Karin Borghouts: Cooking in a Pink Kitchen
Text and Photography by Karin Borghouts
The Fierenshoven (Fierensblokken) is a monumental modernist residential complex in Antwerp with 205 social housing units and eleven shops, built in 1938-1939 by the housing company Onze Woning to a design by Gustave Fierens. A renovation by Happel Cornelisse Verhoeven Architecten and Molenaar & Co Architecten for the client AG Vespa is currently under way. Artist Photographer Karin Borghouts has documented the building during the demolition phase.
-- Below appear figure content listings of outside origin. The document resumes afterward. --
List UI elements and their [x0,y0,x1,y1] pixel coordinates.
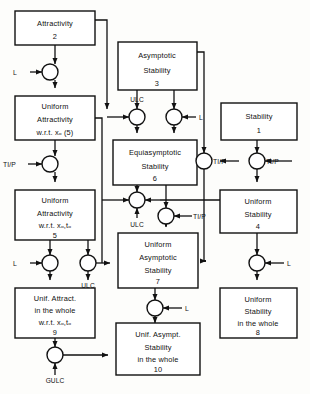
node-label-line3: in the whole [137,355,178,364]
edge-label-tip: TI/P [213,158,226,165]
junction-circle [42,255,58,271]
nodes-layer: Attractivity 2 Uniform Attractivity w.r.… [15,11,297,375]
node-number: 7 [156,277,160,286]
junction-circle [42,156,58,172]
node-label-line2: Stability [141,162,168,171]
junction-circle [158,208,174,224]
node-label-line3: w.r.t. xₒ,tₒ [38,221,71,230]
junction-circle [47,347,63,363]
node-label-line1: Equiasymptotic [129,148,181,157]
junction-circle [80,255,96,271]
junction-tip-left-of-stability[interactable]: TI/P [196,153,226,169]
edge-label-tip: TI/P [193,213,206,220]
node-label-line3: w.r.t. xₒ,tₒ [38,318,71,327]
edge-label-tip: TI/P [266,158,279,165]
junction-ulc-equiasymptotic[interactable]: ULC [129,96,145,125]
edge-label-tip: TI/P [3,161,16,168]
node-label-line2: Stability [144,343,171,352]
node-uniform-stability[interactable]: Uniform Stability 4 [220,190,297,233]
node-number: 1 [257,126,261,135]
node-number: 9 [53,328,57,337]
node-label-line3: w.r.t. xₒ (5) [36,128,74,137]
edge-label-ulc: ULC [130,221,144,228]
node-label-line3: Stability [144,266,171,275]
edge-uniform-attractivity-trunk [95,118,102,263]
node-label-line2: Stability [143,66,170,75]
junction-circle [129,109,145,125]
node-uniform-asymptotic-stability[interactable]: Uniform Asymptotic Stability 7 [118,233,198,288]
edge-attractivity-to-ulc-equiasymptotic [95,20,107,109]
node-label-line2: Stability [244,210,271,219]
node-label-line2: Attractivity [37,115,73,124]
node-attractivity[interactable]: Attractivity 2 [15,11,95,45]
node-label-line2: Attractivity [37,209,73,218]
node-label-line1: Uniform [245,197,272,206]
node-uniform-attractivity-xo-to[interactable]: Uniform Attractivity w.r.t. xₒ,tₒ 5 [15,190,95,240]
edge-label-ulc: ULC [130,96,144,103]
node-stability[interactable]: Stability 1 [221,103,297,140]
node-number: 3 [155,79,159,88]
node-uniform-attractivity-xo[interactable]: Uniform Attractivity w.r.t. xₒ (5) [15,96,95,140]
node-label: Stability [245,112,272,121]
node-label-line2: Stability [244,307,271,316]
stability-concepts-diagram: Attractivity 2 Uniform Attractivity w.r.… [0,0,310,394]
junction-circle [249,255,265,271]
node-unif-asympt-stability-in-the-whole[interactable]: Unif. Asympt. Stability in the whole 10 [116,323,200,375]
node-label-line1: Uniform [145,240,172,249]
node-number: 10 [154,365,163,374]
node-label-line1: Uniform [42,196,69,205]
node-number: 8 [256,328,260,337]
node-label-line2: Asymptotic [139,253,177,262]
edge-label-l: L [199,114,203,121]
edge-label-l: L [13,69,17,76]
junction-circle [42,64,58,80]
junction-circle [249,153,265,169]
edge-label-l: L [185,305,189,312]
junction-circle [129,192,145,208]
node-number: 4 [256,222,260,231]
junction-circle [147,300,163,316]
node-unif-attract-in-the-whole[interactable]: Unif. Attract. in the whole w.r.t. xₒ,tₒ… [15,288,95,338]
junction-tip-uniform-stability[interactable]: TI/P [249,153,279,169]
node-number: 2 [53,32,57,41]
diagram-canvas: Attractivity 2 Uniform Attractivity w.r.… [0,0,310,394]
edge-label-gulc: GULC [46,377,65,384]
junction-circle [196,153,212,169]
node-asymptotic-stability[interactable]: Asymptotic Stability 3 [118,42,197,90]
node-label-line2: in the whole [34,306,75,315]
junction-circle [166,109,182,125]
node-label-line1: Asymptotic [138,51,176,60]
node-label-line1: Unif. Asympt. [135,330,181,339]
node-label-line1: Unif. Attract. [34,294,76,303]
edge-label-l: L [13,260,17,267]
node-label: Attractivity [37,19,73,28]
node-number: 5 [53,231,57,240]
node-label-line3: in the whole [237,319,278,328]
edge-label-ulc: ULC [81,282,95,289]
node-label-line1: Uniform [42,102,69,111]
node-number: 6 [153,174,157,183]
edge-box3-to-tip-junction-left [197,52,204,153]
node-equiasymptotic-stability[interactable]: Equiasymptotic Stability 6 [113,140,197,185]
edge-label-l: L [287,260,291,267]
node-uniform-stability-in-the-whole[interactable]: Uniform Stability in the whole 8 [220,288,297,338]
node-label-line1: Uniform [245,295,272,304]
KB I like to photograph spaces in an intermediate phase. People lived in them and now they are empty and the next phase can begin. These rooms and these stairs have seen many lives go by. It is always exciting to enter empty houses. Here they were apartments, abandoned already for a long period. I like how you can see the traces of the former residents. The wallpaper and the colors they have used to paint the doors, windows and walls. These rooms radiate the atmosphere of the seventies or earlier. It seems great to me to prepare meals in a pink kitchen! Private homes are isolated cells of freedom for their residents. One could try to live his dreamed life behind the closed doors.
I try to imagine how people lived here as it wasn't very big. From their high nest the habitants could have a view of a large courtyard and the surrounding streets. The lucky ones had a nice view of the Tropical Institute, an architectural beauty, also built in the Interbellum. They could meet their neighbors on the stairs when they returned from the store on the ground level, with their bags full of leeks and celery. Every room in this building seems to be very different, but after a while, when walking through the different parts of the building, you discover similarities in form. Tiled floors in different patterns remind me of the house where I grew up. Wonderful how this architect, named Gustave Fierens, had an eye for this beautiful decoration.
About the future of this building? It is being renovated by a number of very keen architects and I'm sure that floors and many other details will be preserved.